Thanks for all the suggestions.  Boston Public Library is a great
resource that remains free.  Saturday afternoon I was at the shelf
containing TK9965, but none of the three books by Forrest Mimms was
there despite the claims of the web site.  There was a book on the 556
timer, like the 555 but with two timing circuits.  There appeared to
be an appropriate circuit: a cyclic 4-stage sequential timer.  Off to
Radio Shack I went.

The Shacks of today often do not have people who understand digital
circuits.  There is too much turnover, the staff is young, often
foreign born.  One store had no one who wanted to fish through their
standardized bins for parts.  Another did have a guy who knew his
bins.
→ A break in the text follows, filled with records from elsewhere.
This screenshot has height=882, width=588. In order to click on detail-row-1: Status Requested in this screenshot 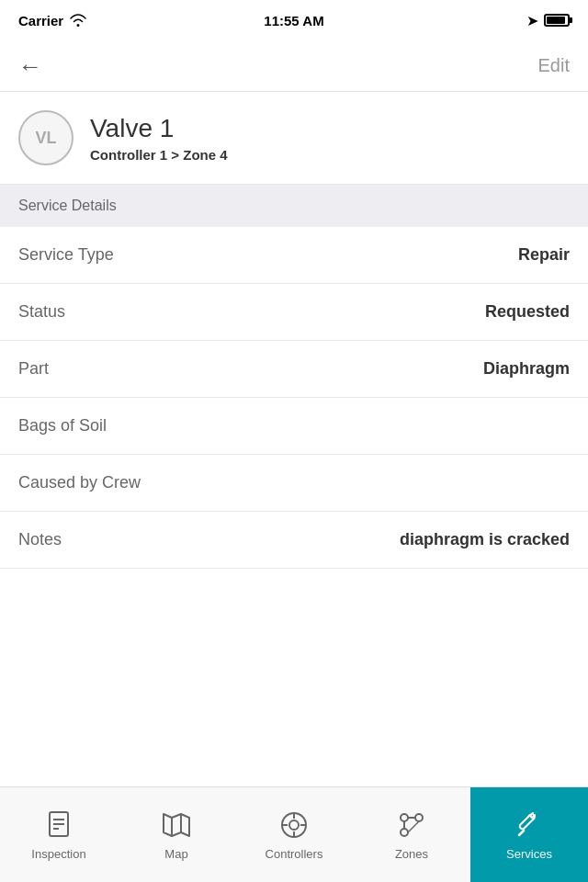, I will do `click(294, 312)`.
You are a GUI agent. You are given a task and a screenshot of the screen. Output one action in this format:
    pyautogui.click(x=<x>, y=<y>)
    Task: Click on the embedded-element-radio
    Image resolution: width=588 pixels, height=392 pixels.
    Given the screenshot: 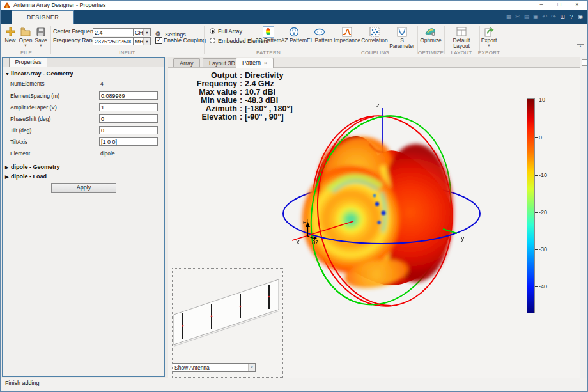 What is the action you would take?
    pyautogui.click(x=212, y=41)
Forty-seven dollars latter, I had a breadboard, 4 555 timers, 4
50 uF capacitors, LEDs, and a hundred resistors.

There was a digital circuit class at Harvard Extension School that
looked interesting to me.  I bought the tool box filled with EE tools,
but never took the class.  That lack of real experience showed on
Saturday night.  I was unable to construct a working version of the
timing circuit.  I made all kinds of errors, like only orienting one
of the four chips correctly.  Sunday morning I just wanted to build
one blinking light every 5 seconds.  Using two 555 chips, one as the
cyclic signal source, the other to turn on only briefly, I was able to
get one of the lights going.  

What I can do once, I could repeat.  Two identical circuits where
sitting on the same board.  When I supplied the power, one always
blinked first, followed shortly by the next.  Perfect.  Actually it
turned out to be near perfect, since as someone pointed out, there is
drift.  I used standard 5% tolerance parts.  If I bought more
expensive lower tolerance parts, I would think the drift would go
down, but don't know by how much.

I hope to shoot the video on Thursday. Over the weekend I'll be taking
a video class at Cambridge Center for Adult Ed.  If/when I get a still
from that, I'll capture a few stills and forward a URL to the group.